The title of the original script was 'The Skin Interpreter'. Writer-director Daniel Kremer disliked it and changed the title to A Trip to Swadades when he encountered the Portuguese word "saudades" in reading Jorge Luis Borges. The word "saudades" (meaning "intense longing and nostalgia for a thing of the past"), coincidentally, is production designer Paul Sylbert's favorite word. Sylbert is fluent in the Portuguese language.
During the rehearsal period, the director gave all the actors individualized CD music mixes that pertained to their respective characters. Their instructions were to pick one song from the mix and to work with it in the performance. Actor Bob Swenson, who portrayed Schweitzer, selected the song "My Sister and I" performed by Tommy Dorsey and His Orchestra. Swenson claims that that song was much of the foundation for his performance in the film.
The film was shot by uniformly and deliberately underexposing the film stock. In the processing, the super-16mm black-and-white negative was "pushed" (a process which compensates for lack of proper exposure), thus heightening the grain. In addition to this, the blacks, whites and grays in the image appear precisely and properly distinguished from each other. This accounts for the unique visual quality and peculiar texture of the film. The contrast was also especially boosted for the film's rural exteriors, which were shot in West Grove, Pennsylvania, about three hours from the city of Philadelphia, where the majority of the film was shot. Some of the "home movie sequences" shot especially for the film were "pulled," which compensates for overexposure, to give it an opposing quality to the rest of the film, which is all "pushed" material.
Daniel Kremer told actor Stephen Hatzai to base his performance of Claude Schoonover on the mannerisms of Sterling Hayden.
The part where the character Schweitzer mistakes his old friend Schoonover for someone who was "eaten by a shark in Frisco" is a reference to Richard Fariña's Beat Generation novel Been Down So Long It Looks Like Up to Me. In the novel, the main character Gnossos observes an old friend walk up to him after not seeing him for a long time, saying "I thought you were eaten by a shark in San Francisco or somethin'." Similar to the film, the character in the novel is returning to his old stomping grounds, much like the Schweitzer character does in the film. The novel Been Down So Long It Looks Like Up to Me is one of the director's favorite novels.
Daniel Kremer: [Movie within the movie] An old movie playing on a television screen during a scene. In this film, it is Meet John Doe (1940) playing on the television during the opening convenience store scene.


| What the task requires |
A faithful copy without images is required: write out all the records exactly.
-.-.-
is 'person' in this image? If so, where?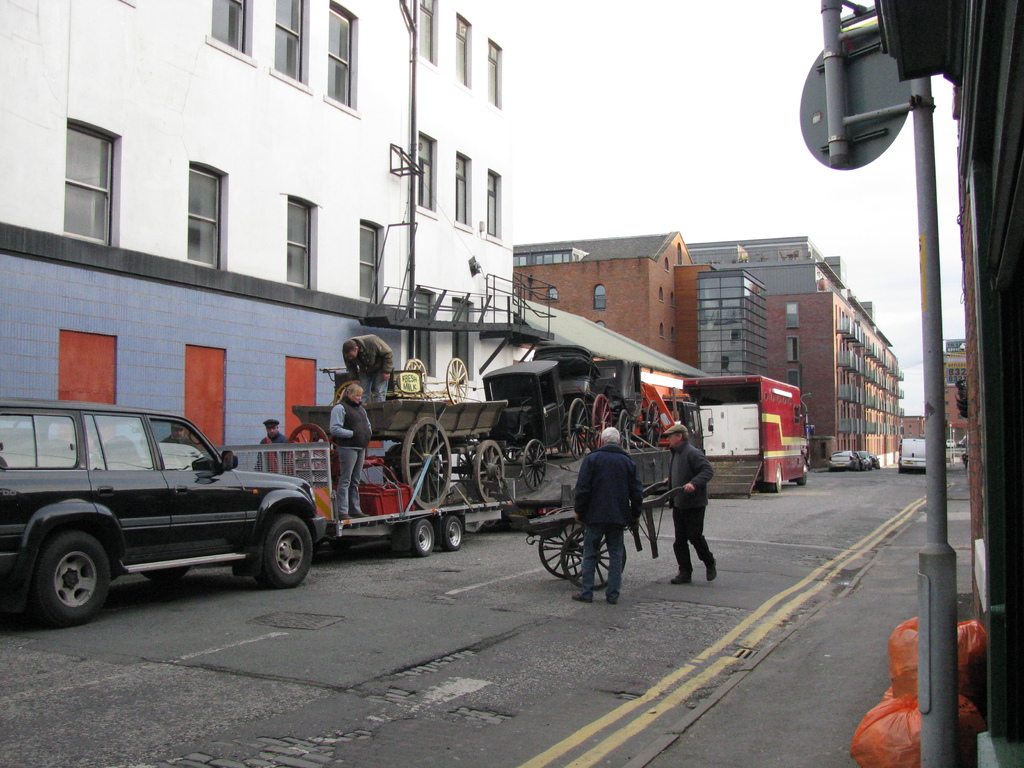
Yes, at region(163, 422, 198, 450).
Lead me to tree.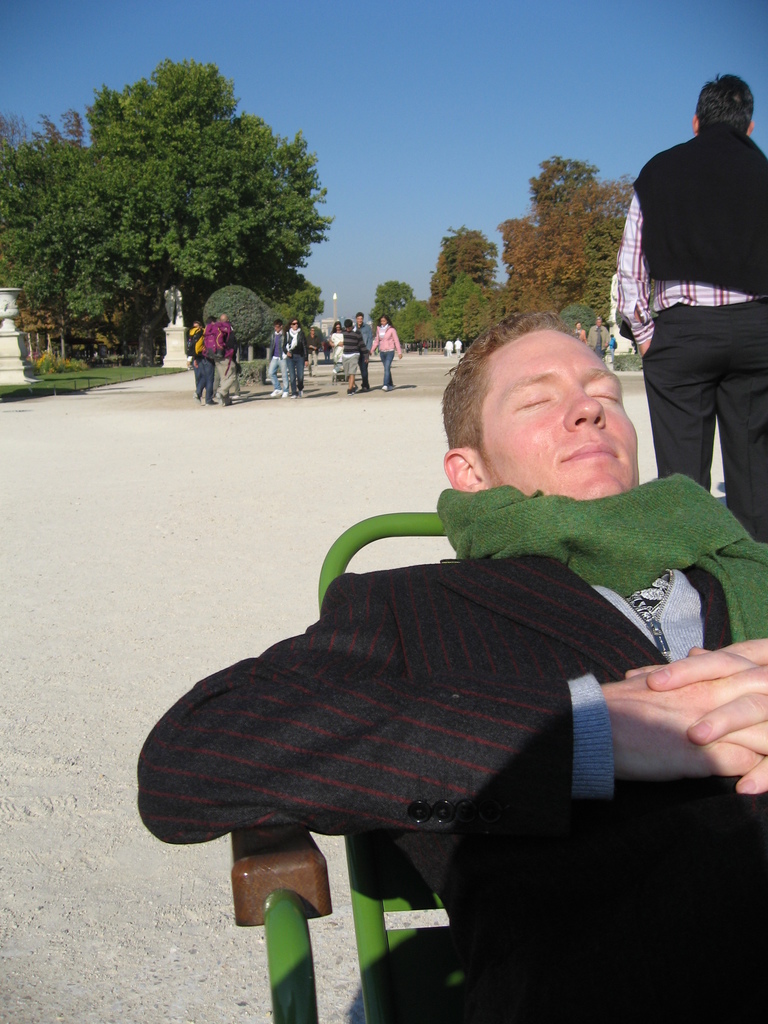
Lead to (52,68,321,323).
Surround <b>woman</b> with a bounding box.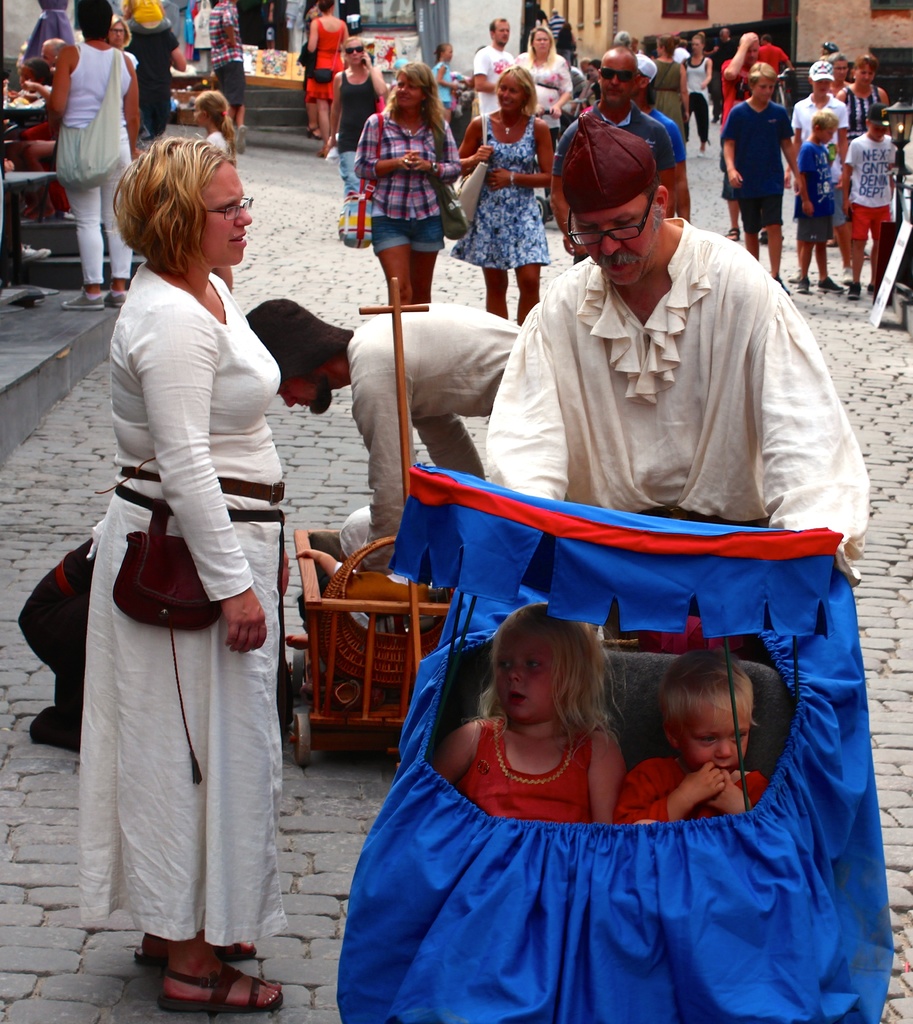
-.-.-
| Response |
is 'person' in this image? If so, where?
Yes, at region(163, 422, 198, 450).
Lead me to tree.
Lead to (52,68,321,323).
Surround <b>woman</b> with a bounding box.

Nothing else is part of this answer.